The exhibition catalog features essays by several leading Bloomsbury scholars. Gretchen Holbrook Gerzina, author of a major 1995 Carrington biography, provides a personal overview of artistic Bloomsbury. Nancy E. Green, the Johnson Museum curator and organizer of the exhibition, explores the Victorian-era influence on sisters Virginia Woolf and Vanessa Bell. Mark Husseys essay discusses the cultural differences behind how British and American audiences experience Virginia Woolf and the Bloomsbury group. Benjamin Harvey offers An Appreciation of Bloomsburys Books and Blocks. Christopher Reed presents personal stories behind many of the prominent Bloomsbury collectors in North America. The book is illustrated with full-color plates of the two hundred exhibited works, as well as numerous color figures of comparative works and documentary photographs.
Exhibition Itinerary
This catalog accompanies an exhibition organized by the Herbert F. Johnson
Museum of Art at Cornell University.
Nasher Museum of Art, Duke University, Durham, North Carolina
December 18, 2008April 5, 2009
Herbert F. Johnson Museum of Art, Cornell University, Ithaca, New York
July 18October 18, 2009
Mills College Art Museum, Oakland, California
November 7December 13, 2009
Mary and Leigh Block Museum of Art, Northwestern University, Evanston, Illinois
January 15March 14, 2010
Smith College Museum of Art, Northampton, Massachusetts
April 3June 15, 2010
Palmer Museum of Art, The Pennsylvania State University, University Park, Pennsylvania
July 6September 26, 2010
Gretchen Holbrook Gerzina, Dartmouth College
Nancy E. Green, Herbert F. Johnson Museum of Art, Cornell University
Benjamin Harvey, Mississippi State University
Mark Hussey, Pace University
Christopher Reed, The Pennsylvania State University
Reviews
"This book, and the exhibition it accompanies, showcases how American admirers of the writing of Woolf, Strachey, and their circle acquired art that complemented these literary interests. . . . Five essays from a team of arts and letters specialists present a useful survey of the entire Bloomsbury project and its American context.

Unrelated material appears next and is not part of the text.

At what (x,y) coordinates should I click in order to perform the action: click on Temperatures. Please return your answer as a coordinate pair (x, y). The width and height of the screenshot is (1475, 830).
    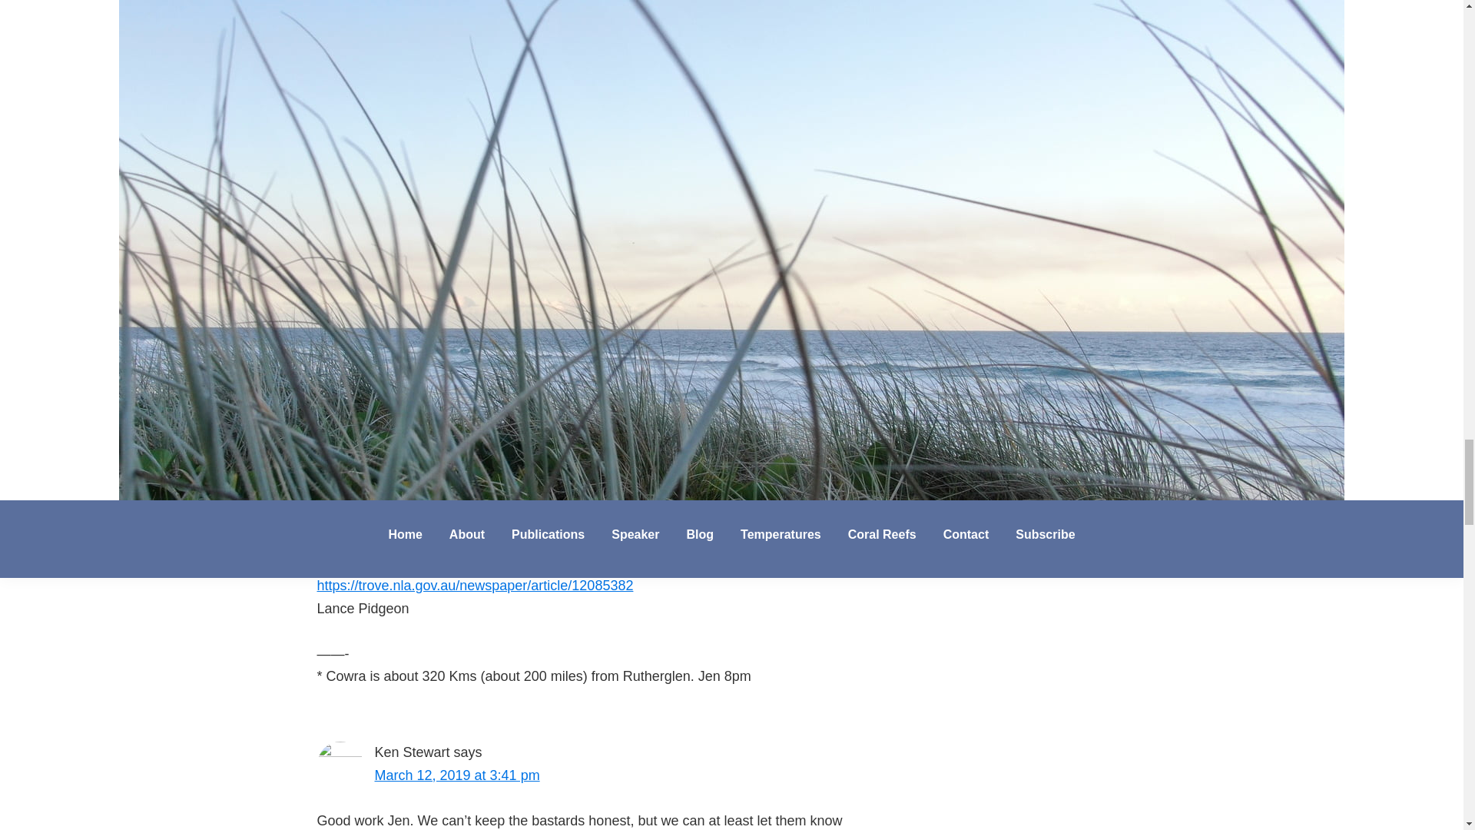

The book features over 250 illustrations, most in color. Recommended."W. S. Rodner,
Choice, September 2009
About the Author
Nancy E. Green is the Gale and Ira Drukier Curator of Prints, Drawings, and Photographs at the Herbert F. Johnson Museumof Art, Cornell University. Christopher Reed is Associate Professor of English and Visual Culture at The PennsylvaniaState University.